Emissions & the farm gate
The fix is ready.
The cheque isn't.
What cutting your herd's emissions actually costs on an Irish cattle farm — and why the market still won't pay you for it.
There's a piece going round this week from Justin McCarthy on the EU's new carbon "Buyers' Club" — a scheme meant to build a proper market for cutting emissions on farms. His argument is a fair one, and it's worth a farmer hearing out: the technology to cut emissions from cattle already exists, it works, and it can be measured and stood over. The trouble is it's locked out of the very framework that's supposed to pay for it.
So I did what any farmer does with a fine idea off a screen. I costed it out against a real yard.
What they're actually building
Strip the jargon and the Buyers' Club is simple enough. The EU wants a trusted market where someone who needs to offset carbon — a company, a government, a retailer — can buy a verified reduction off a farmer who's gone and made it. The certification scheme behind it decides what counts. Right now it's being written for soils, trees and peatland. Cattle methane — the actual gas off the actual animal — isn't in it yet, and the livestock side of that market isn't due to open until 2027 at the earliest.
That's Justin's whole point, and he's right: the technology is well ahead of the paperwork.
What it means in the yard
Bring it down to a farm — say a 40-cow suckler-to-beef unit, nothing fancy. The measures on the table are mostly things you half-know already:
- Switch from CAN to protected urea. Cuts the gas, holds more nitrogen in the bag, costs about the same per unit.
- Finish your cattle younger. Less methane over a lifetime — and less feed and winter keep into the bargain.
- Get clover into the sward to take a lump out of the fertiliser bill.
- Spread with low-emission kit. You've no choice on that one now anyway.
- And the headline act — methane-cutting feed additives.
What it actually costs
Here's the honest picture for that 40-cow farm. Four of the five cost next to nothing — and two of them put money back in your pocket. Then there's the feed additive, standing on its own at the far end.
Approximate annual cost to the farm. Lower is better; two measures actually save money.
Rough farm-level estimates for a 40-cow unit, for illustration. Clover shown as an annualised figure; the slurry cost is the contractor premium over a splash plate.
Protected urea is a straight swap. Finishing younger saves you feed. Clover pays for itself inside a couple of seasons. The slurry kit is a contractor premium you're already handing over. None of it breaks a farm.
The one that doesn't pay
The additives are the thing every glossy presentation leads with — and on a grass farm they're the worst value of the lot. In a shed, fed twice a day, they'll knock about 30% off the methane. Grand. But Irish cattle are out on grass, and Teagasc's own grazing trials put the real-world cut closer to 7%. You pay €50 to €100 a cow either way. Full price, a fraction of the result — and not one cent of carbon payment to put against it, because the market for it doesn't exist yet.
The cheap measures, you could do tomorrow. The dear one barely works in our system and pays you nothing.
So who banks the credit?
Here's the bit that should stop every farmer. Do all of this — carry the cost, change how you farm — and when the carbon market finally opens, who claims the reduction? If it's anything like the rest of the chain, the processor and the retailer will bank the "sustainable Irish beef" story, and the credit that rides with it, while the farmer who did the work is left looking at the same thin quote at the factory.
That's the same fight as the price. We carry it. Somebody else banks it.
I'm all for cutting emissions — I've a herd of my own and I want a farm worth handing on. But "policy needs to catch up," as Justin put it, has to mean more than a fresh stack of rules. It has to mean the cheque reaching the man in the yard, not just the brand telling the story.
Know what your cattle made? Put it on the record.
This site exists so the price a farmer gets is out in the open — reported by farmers, where everyone can see it. Transparency on the price today. Transparency on the carbon tomorrow. Same principle.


- **What you will do**: Using the data below, gather each line that includes the word "left".

[Figure record extracts]
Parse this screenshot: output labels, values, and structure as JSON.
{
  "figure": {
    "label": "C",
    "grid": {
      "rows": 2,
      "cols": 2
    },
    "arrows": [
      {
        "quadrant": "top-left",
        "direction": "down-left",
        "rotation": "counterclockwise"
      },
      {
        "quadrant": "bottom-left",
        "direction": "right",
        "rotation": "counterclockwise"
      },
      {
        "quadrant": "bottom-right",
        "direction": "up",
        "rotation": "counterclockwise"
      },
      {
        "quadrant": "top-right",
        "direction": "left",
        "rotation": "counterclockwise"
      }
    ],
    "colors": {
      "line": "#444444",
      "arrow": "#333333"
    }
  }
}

...

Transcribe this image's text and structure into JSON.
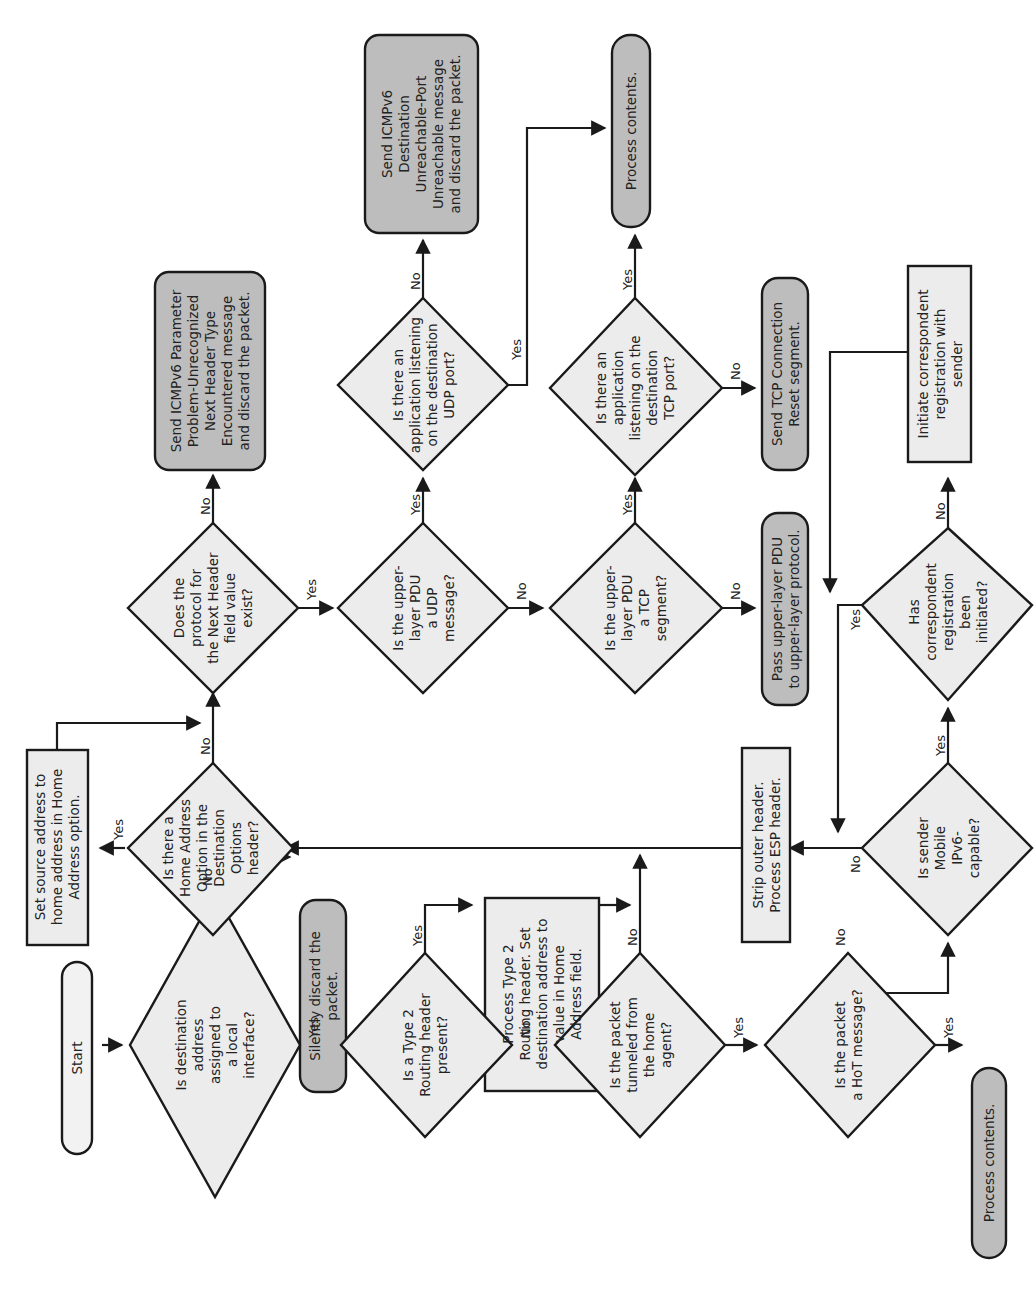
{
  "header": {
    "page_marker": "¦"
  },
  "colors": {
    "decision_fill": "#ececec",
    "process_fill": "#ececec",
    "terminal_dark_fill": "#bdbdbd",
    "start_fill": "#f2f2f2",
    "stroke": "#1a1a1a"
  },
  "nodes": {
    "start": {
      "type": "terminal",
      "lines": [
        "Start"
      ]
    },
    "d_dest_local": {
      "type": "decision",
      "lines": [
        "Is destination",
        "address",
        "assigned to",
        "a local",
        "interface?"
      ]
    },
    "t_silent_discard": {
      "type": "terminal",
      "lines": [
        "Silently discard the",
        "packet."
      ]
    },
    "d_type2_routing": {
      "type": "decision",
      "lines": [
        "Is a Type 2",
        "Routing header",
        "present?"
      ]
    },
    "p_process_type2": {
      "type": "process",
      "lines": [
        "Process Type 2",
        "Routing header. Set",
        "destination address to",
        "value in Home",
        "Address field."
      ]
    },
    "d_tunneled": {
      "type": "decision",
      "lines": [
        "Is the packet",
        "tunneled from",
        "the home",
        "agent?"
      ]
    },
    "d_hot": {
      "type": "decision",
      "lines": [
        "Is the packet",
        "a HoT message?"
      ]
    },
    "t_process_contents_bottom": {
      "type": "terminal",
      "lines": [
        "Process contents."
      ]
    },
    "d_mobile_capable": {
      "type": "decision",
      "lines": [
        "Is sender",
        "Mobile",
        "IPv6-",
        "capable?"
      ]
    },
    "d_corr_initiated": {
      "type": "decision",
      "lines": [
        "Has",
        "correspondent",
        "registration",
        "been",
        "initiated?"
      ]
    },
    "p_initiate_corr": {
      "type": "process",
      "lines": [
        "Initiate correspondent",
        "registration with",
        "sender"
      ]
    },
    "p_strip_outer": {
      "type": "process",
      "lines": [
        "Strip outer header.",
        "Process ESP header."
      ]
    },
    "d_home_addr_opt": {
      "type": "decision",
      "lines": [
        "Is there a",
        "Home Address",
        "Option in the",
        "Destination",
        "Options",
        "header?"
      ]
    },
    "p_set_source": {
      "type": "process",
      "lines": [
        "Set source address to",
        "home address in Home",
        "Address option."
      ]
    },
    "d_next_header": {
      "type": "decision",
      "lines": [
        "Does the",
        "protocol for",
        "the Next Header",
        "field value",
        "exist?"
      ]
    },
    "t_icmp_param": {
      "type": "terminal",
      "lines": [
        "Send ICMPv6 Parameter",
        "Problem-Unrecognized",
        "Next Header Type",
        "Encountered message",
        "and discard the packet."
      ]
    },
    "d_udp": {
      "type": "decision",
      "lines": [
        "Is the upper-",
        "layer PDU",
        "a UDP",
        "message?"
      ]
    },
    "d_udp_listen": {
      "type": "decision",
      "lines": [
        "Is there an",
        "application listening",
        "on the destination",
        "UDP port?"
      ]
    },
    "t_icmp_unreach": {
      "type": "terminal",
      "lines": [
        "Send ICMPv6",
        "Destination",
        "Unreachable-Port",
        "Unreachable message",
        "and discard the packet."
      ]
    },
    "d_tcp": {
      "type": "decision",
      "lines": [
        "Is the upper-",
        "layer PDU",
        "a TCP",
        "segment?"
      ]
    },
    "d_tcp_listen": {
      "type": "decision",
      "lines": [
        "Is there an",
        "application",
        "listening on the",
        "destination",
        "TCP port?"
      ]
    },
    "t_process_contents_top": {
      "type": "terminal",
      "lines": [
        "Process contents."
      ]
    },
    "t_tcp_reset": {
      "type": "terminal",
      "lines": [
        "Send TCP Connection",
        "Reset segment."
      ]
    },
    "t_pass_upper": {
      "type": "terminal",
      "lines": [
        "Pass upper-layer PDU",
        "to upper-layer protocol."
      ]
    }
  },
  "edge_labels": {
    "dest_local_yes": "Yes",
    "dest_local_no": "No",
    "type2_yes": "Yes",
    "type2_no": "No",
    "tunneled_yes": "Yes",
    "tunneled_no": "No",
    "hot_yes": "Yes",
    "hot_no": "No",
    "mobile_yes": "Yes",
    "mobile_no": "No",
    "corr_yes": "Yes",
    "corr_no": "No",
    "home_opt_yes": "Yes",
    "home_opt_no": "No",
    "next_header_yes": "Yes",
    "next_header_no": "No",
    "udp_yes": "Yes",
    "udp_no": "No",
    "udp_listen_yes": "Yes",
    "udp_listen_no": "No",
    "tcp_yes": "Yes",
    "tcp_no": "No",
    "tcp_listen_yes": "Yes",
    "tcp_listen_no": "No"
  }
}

- **Output**:
        "quadrant": "top-left",
        "direction": "down-left",
        "quadrant": "bottom-left",
        "direction": "left",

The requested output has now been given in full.